When they emerged, they had come to an agreement that would establish the Negro National League, the first successful organized Black baseball league.
“So for me, the Paseo YMCA is the most significant Negro Leagues artifact in existence,” Kendrick said. “Now, we don’t oftentimes look at the old buildings as being an artifact, but in this case we do, because it is the very place that the story that we are now charged with preserving began.”
RELATED: A 1920 meeting at the Paseo YMCA gave Black baseball a league of its own
More recently, however, the building had sat abandoned for decades, Kendrick said, until philanthropist Landon Rowland purchased the structure from the city in the early 2000s and donated it to the museum with the hopes of establishing a future expansion.
The project took longer than hoped, Kendrick admitted, as the NLBM adopted a phase-by-phase approach to renovations in order to protect itself from financial risk as a nonprofit organization.
After more than a decade of gradual redevelopments made while maintaining the building’s structural integrity — a project which Kendrick said was spearheaded by Ollie Gates — the event space was finally ready to open, only for the building to be vandalized and flooded in June 2018.
“Needless to say, my heart just sank in my gut, because I understood at that moment that all this work that we had done was likely destroyed,” Kendrick recalled of seeing the damage.
To make matters worse, NLBM’s insurance company refused to pay for the damages that totaled roughly $500,000, forcing the museum to essentially restart the process.
“The story of the Negro Leagues is about triumph over adversity, and so as I tell people all the time, as a steward of the story, you can’t wallow in self pity,” Kendrick said. “You’ve got to figure out a way, because it would be doing a disservice to all of those who call the Negro Leagues home.”
Through a combination of private and public funding — including big contributions from MLB and the Royals organization — the museum did indeed find a way to make the necessary renovations twice-over.
“There has been nothing traditional about how this museum has emerged through, now, almost 33 years of its existence,” Kendrick said. “In many ways, it makes the journey that much more meaningful, that much sweeter, because you’re doing it against the odds.”
Black baseball equals legacy of success
As the Negro Leagues Baseball Museum embarks on a new chapter in its history, Kendrick knows its continued salience relies on conveying the historical importance and relevance of Black baseball to visitors young and old.
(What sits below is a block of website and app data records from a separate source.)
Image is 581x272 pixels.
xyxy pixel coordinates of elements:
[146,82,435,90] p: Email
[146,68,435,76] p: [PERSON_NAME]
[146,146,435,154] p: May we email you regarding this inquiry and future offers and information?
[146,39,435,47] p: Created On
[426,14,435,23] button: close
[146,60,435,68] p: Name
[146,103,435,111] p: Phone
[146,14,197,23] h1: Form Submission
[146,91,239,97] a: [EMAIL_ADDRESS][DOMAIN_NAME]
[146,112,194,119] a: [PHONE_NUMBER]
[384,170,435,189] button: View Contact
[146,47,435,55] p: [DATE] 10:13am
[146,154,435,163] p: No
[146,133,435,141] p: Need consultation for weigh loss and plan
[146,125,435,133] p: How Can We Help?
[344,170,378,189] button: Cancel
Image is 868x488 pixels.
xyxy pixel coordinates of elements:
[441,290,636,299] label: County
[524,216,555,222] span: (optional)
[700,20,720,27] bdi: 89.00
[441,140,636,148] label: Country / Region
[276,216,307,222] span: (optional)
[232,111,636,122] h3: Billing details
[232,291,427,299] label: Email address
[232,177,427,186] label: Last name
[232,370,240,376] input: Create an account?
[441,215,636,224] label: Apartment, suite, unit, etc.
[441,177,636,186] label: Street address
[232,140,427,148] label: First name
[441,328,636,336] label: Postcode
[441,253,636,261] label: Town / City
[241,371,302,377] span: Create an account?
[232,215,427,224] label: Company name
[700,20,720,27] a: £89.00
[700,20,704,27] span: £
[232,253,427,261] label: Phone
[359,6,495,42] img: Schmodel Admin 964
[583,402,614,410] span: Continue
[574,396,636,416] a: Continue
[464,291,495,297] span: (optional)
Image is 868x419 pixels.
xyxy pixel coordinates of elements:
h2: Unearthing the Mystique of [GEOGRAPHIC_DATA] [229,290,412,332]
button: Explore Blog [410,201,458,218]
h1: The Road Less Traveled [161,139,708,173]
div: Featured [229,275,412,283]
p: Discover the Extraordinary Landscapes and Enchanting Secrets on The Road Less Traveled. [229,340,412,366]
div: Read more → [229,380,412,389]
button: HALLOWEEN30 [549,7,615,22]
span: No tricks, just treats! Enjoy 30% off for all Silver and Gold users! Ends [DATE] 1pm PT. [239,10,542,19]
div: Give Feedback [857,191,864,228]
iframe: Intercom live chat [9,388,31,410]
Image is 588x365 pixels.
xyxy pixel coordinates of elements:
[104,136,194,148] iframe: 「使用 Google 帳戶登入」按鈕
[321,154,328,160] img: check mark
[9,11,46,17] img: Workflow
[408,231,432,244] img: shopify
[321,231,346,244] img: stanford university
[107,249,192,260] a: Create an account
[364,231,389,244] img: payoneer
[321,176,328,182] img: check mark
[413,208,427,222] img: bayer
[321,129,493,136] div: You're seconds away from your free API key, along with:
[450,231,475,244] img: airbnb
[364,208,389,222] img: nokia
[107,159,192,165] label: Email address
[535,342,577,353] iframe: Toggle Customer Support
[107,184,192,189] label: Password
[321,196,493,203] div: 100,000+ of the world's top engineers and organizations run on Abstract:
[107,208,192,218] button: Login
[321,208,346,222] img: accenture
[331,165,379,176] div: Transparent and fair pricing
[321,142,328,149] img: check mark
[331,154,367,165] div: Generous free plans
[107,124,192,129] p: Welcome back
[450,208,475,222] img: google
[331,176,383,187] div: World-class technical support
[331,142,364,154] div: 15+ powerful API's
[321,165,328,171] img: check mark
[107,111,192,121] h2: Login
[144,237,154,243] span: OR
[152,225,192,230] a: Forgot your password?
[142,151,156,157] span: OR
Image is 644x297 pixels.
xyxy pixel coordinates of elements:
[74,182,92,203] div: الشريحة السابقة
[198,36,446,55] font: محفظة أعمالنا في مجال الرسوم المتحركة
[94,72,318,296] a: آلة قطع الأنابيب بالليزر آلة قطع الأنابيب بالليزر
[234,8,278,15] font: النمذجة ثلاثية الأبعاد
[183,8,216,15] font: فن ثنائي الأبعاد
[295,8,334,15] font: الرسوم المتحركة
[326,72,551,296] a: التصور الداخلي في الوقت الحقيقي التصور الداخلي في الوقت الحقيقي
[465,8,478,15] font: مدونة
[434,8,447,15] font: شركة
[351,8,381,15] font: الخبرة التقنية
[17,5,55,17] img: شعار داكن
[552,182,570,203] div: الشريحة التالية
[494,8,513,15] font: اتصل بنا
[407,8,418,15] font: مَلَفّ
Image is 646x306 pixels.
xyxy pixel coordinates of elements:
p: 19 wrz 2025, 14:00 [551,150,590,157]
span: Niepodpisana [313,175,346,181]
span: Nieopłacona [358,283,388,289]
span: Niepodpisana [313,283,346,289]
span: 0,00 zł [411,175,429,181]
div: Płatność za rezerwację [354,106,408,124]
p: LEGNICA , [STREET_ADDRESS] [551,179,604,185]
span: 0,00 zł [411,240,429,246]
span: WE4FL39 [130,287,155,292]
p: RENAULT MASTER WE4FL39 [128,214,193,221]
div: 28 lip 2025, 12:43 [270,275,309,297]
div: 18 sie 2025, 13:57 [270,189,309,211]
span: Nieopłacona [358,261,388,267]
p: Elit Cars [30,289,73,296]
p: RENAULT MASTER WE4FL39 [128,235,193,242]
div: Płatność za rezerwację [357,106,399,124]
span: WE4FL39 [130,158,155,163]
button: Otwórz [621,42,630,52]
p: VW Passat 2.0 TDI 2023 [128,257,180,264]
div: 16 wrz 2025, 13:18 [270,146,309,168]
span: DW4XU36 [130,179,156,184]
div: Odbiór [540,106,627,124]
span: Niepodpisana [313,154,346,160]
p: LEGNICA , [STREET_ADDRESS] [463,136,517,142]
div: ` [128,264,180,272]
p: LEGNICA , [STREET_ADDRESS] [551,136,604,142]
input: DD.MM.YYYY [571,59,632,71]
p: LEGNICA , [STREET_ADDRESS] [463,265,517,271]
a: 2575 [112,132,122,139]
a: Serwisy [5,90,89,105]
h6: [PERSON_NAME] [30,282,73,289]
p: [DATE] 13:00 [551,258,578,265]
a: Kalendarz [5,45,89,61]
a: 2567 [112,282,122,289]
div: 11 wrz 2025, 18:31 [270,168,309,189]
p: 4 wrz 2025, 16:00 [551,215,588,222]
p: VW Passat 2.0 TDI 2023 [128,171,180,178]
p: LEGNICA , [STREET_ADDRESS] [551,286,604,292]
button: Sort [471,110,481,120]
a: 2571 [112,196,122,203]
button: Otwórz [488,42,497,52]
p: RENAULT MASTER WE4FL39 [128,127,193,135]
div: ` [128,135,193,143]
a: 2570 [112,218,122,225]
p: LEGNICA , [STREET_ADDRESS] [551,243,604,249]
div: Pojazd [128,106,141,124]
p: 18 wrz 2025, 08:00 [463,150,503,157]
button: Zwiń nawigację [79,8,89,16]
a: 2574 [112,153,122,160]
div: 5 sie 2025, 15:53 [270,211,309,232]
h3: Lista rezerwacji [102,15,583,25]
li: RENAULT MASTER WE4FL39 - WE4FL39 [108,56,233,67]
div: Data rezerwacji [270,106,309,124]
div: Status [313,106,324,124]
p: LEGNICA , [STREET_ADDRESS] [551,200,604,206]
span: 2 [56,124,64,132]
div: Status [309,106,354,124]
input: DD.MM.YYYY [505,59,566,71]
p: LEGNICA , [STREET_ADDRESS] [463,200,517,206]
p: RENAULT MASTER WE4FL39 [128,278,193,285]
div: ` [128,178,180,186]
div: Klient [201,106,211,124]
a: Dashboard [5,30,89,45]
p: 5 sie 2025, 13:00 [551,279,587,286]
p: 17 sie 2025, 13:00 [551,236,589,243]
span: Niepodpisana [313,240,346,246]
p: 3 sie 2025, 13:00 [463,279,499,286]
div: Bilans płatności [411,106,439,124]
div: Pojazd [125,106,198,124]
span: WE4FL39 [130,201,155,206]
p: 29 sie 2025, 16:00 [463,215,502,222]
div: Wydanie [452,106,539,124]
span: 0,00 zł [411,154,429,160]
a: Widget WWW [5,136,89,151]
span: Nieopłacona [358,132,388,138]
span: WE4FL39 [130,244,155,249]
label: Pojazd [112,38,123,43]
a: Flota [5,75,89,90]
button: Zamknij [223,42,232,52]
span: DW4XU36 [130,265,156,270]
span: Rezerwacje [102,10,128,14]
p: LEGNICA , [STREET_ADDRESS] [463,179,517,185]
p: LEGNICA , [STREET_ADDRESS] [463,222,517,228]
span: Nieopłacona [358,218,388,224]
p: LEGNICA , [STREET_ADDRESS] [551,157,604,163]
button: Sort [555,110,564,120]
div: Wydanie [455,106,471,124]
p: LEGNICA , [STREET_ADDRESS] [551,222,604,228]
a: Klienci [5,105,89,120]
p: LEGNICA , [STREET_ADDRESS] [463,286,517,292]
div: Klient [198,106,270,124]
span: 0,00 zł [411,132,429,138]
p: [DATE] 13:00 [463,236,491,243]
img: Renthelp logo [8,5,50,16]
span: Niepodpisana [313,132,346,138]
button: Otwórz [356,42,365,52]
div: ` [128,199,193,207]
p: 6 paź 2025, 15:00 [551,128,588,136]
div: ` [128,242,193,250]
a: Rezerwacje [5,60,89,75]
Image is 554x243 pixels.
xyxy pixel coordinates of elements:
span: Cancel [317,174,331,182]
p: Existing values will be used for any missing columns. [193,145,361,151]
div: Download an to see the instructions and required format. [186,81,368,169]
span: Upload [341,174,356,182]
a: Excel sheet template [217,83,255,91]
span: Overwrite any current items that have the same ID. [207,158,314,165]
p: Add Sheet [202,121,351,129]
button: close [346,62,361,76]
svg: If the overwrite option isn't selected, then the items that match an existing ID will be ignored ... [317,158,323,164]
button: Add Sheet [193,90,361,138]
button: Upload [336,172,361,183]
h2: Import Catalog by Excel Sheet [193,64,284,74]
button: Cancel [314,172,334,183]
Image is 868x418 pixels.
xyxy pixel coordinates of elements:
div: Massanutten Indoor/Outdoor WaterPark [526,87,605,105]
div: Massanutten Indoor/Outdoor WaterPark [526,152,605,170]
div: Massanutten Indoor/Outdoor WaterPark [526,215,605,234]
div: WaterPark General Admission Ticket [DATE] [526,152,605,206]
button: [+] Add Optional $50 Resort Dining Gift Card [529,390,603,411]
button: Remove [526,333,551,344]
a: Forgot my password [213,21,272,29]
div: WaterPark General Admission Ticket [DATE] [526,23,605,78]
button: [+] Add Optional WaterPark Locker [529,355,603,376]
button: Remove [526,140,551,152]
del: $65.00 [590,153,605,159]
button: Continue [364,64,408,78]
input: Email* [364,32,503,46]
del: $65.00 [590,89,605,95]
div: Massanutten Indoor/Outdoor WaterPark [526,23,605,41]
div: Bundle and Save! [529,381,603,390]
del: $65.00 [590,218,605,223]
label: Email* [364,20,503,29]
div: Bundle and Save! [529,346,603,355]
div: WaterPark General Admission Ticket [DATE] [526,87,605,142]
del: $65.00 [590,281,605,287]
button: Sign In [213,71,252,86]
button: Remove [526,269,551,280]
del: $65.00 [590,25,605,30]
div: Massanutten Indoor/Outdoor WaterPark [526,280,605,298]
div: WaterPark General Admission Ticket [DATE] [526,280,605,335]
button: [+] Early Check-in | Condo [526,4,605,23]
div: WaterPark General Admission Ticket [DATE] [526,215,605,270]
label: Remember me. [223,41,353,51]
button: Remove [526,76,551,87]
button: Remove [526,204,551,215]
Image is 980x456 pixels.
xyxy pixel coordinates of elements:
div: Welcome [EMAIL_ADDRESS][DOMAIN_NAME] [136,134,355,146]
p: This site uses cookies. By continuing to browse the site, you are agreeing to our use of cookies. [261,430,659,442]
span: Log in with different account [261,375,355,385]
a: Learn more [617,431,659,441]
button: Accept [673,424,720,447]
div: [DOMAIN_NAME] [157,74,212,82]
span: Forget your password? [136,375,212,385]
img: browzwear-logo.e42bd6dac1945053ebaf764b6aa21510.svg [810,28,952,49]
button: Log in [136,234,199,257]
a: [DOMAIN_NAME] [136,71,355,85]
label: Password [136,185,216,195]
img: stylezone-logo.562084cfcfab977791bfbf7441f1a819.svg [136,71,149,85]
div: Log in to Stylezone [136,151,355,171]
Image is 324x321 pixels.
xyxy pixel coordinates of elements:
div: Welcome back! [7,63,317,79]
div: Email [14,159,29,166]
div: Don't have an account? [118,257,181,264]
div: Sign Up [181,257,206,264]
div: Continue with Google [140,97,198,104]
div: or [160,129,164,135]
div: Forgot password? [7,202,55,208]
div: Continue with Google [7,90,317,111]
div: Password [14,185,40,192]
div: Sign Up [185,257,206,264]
The now-repaired front door of the former Paseo YMCA, now the Buck O’Neil Education and Research Center
“Historically, we’re doing what we’re supposed to do, and I think civically as well,” he said. “We’re just doing what we have, as an institution, an obligation to do. Not many museums come along into existence shouldering the weight of an entire community, and we welcome that challenge. I do think that’s why so many identify with this museum.”
The museum offers an opportunity for non-Black people to learn about stories of Black success, Kendrick said, so that they have a more complete and accurate picture of African Americans beyond slavery, police brutality, racism, and civil rights injustices.
“Most stories in the annals of African American history have been these downtrodden kinds of stories,” Kendrick said. “Now, we’ve always risen above it, but it’s been the story of slavery, our quest for civil rights in this country. Rarely are our success stories focused on.”
“That is part of my journey towards citizenship in this country,” he added. “But my success stories are equally important, because you’re not going to find a whole lot of commonality in those things that I’ve had to experience in this journey in this country.”
“Not too many folks can relate to that,” he continued. “You might empathize with it, but you can’t relate to it. But my success stories you can relate to, and you need to see those images of me. The story of the Negro Leagues is one of those great African American success stories, and to me, that’s what makes it so pertinent, so powerful, and so compelling.”